Three questions for Daniel Bekele Nelson Mandela’s leadership was about looking forward not backward, according to Daniel Bekele

Who is your leadership hero?
It might sound like a cliché but the person who really, really inspired me — and who I really think should be a hero for all Ethiopians — is Nelson Mandela. Despite South Africa’s terrible past, and despite what happened to him, his leadership was not about looking backward, but looking forward, which is what we are missing in Ethiopia. Because people keep on looking back, not ahead.

If you were not a chief commissioner, what would you be?
I would have always loved to be a teacher. Hopefully, some day, I’ll be a teacher.
What was the first leadership lesson you learnt?
I grew up in Ethiopia, which was always in a constant cycle of crisis and violence. Since childhood I became socially aware of the problems and learnt to be an active listener. When you really listen actively, and with an open mind, you find that there’s something you can agree with the other person, even if you might think you have profound differences. It’s so important to understand people, to build trust and confidence. And that only happens when you really try to listen to people, including putting yourself in their shoes, listening to their story, to their perspective, to their values, to their beliefs.

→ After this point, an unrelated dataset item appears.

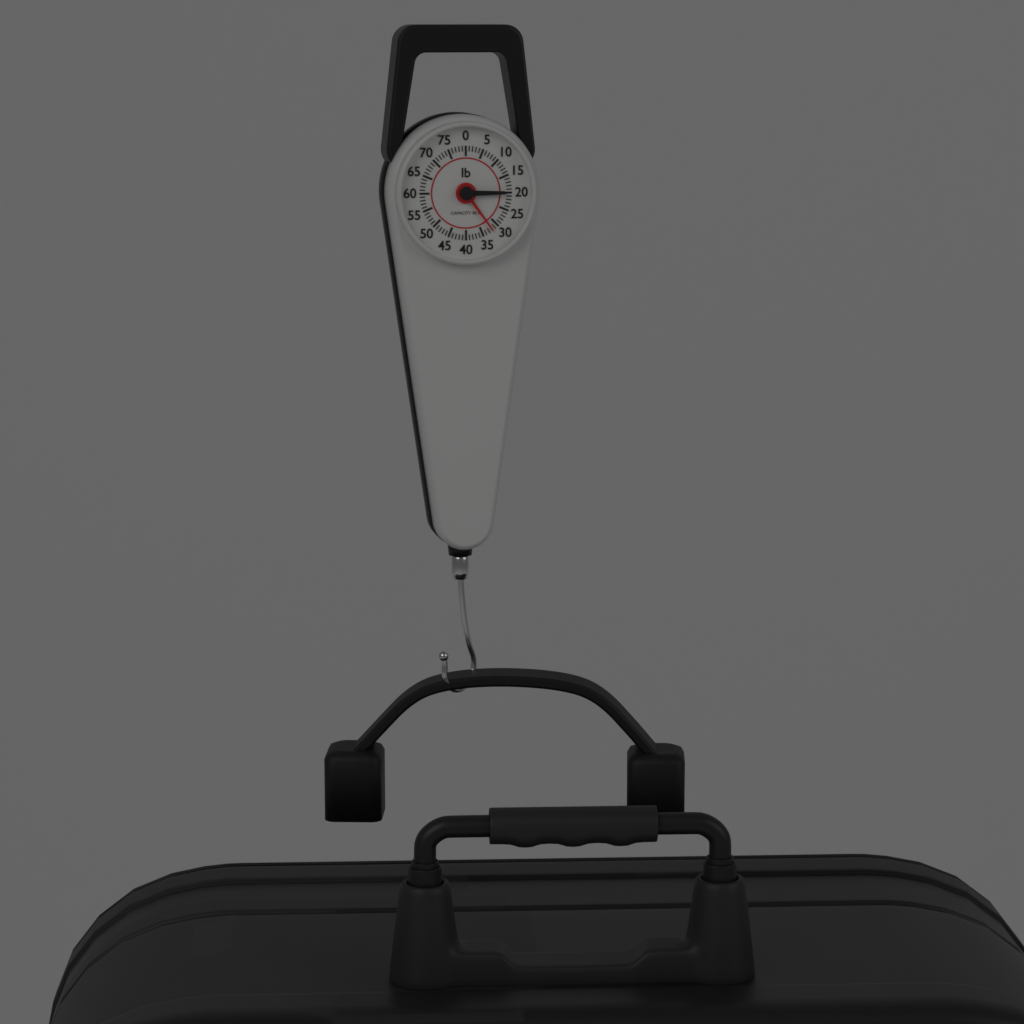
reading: 32 lb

In a country where atrocities have become common, Michelle Bachelet, the UN human rights chief, has warned of “blanket denials and finger-pointing” amid evidence of possible war crimes committed by all sides, including the Ethiopian National Defence Force, the Eritrean army, the TPLF and its supporters, as well as regional fighters from Amhara.

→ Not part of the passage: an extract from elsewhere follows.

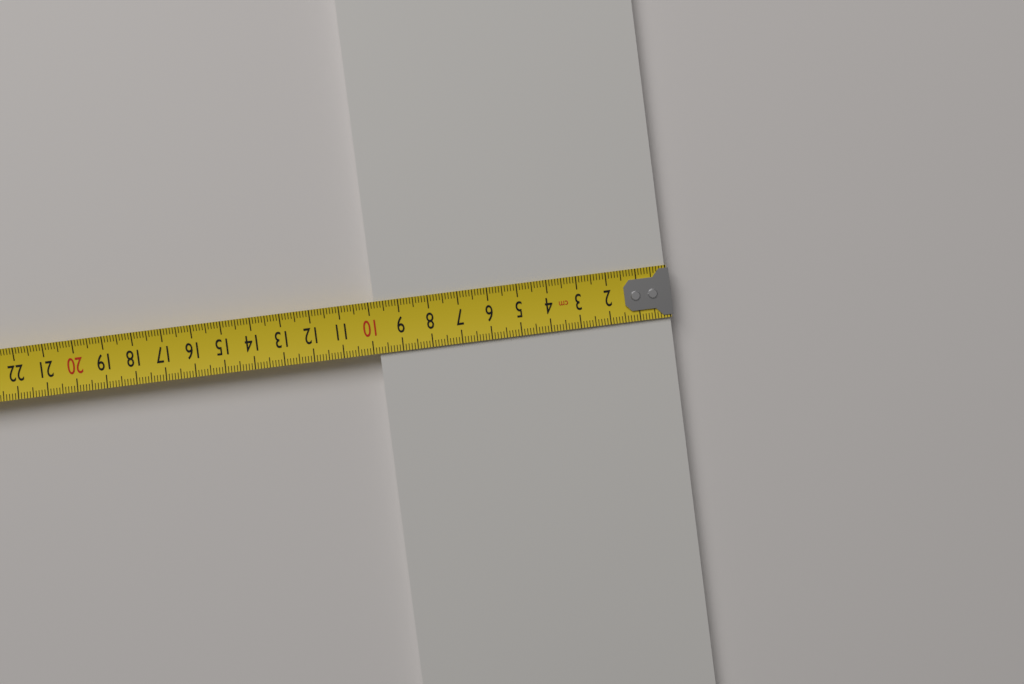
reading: 9.8 cm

With so many cases surfacing and a skeleton staff, “it is so difficult to prioritise and to choose. It’s a daily challenge when you have limited resources, to decide what to investigate,” he says.

Partly to boost the agency’s reach, last month Bekele approached the UN, which agreed to joint investigations in Tigray. But it was not easy to convince the Ethiopian government. He is not new to standing up to power, though.

Over the years, he has earned many critics, including, insiders say, Rwanda’s President Paul Kagame. Now, amid the current polarisation some Tigrayan critics claim Bekele wants to “whitewash Abiy Ahmed and Amhara crimes”; those from Eritrea allege he holds a “political axe to grind” against their country, others charged him with being a “TPLF Trojan Horse”. People close to the government feel Bekele is “under tremendous pressure” to please western powers. Sceptics in western diplomatic circles see him as “part of the system” in Ethiopia. All of that notwithstanding, he keeps a cool head.

“There are instances when some government officials would be dismissive of our findings, and they’d accuse us of hidden motives, agendas, and so on. It’s not an easy ride for us. We get a lot of heat from the government in the same way as we get heat from others,” he says.

“In Ethiopia’s polarised politics, there are people who support us from government, from media, from opposition parties, from activists, but there are also people who oppose us from all these.”

His formula to keep going? “We just stick to our work.”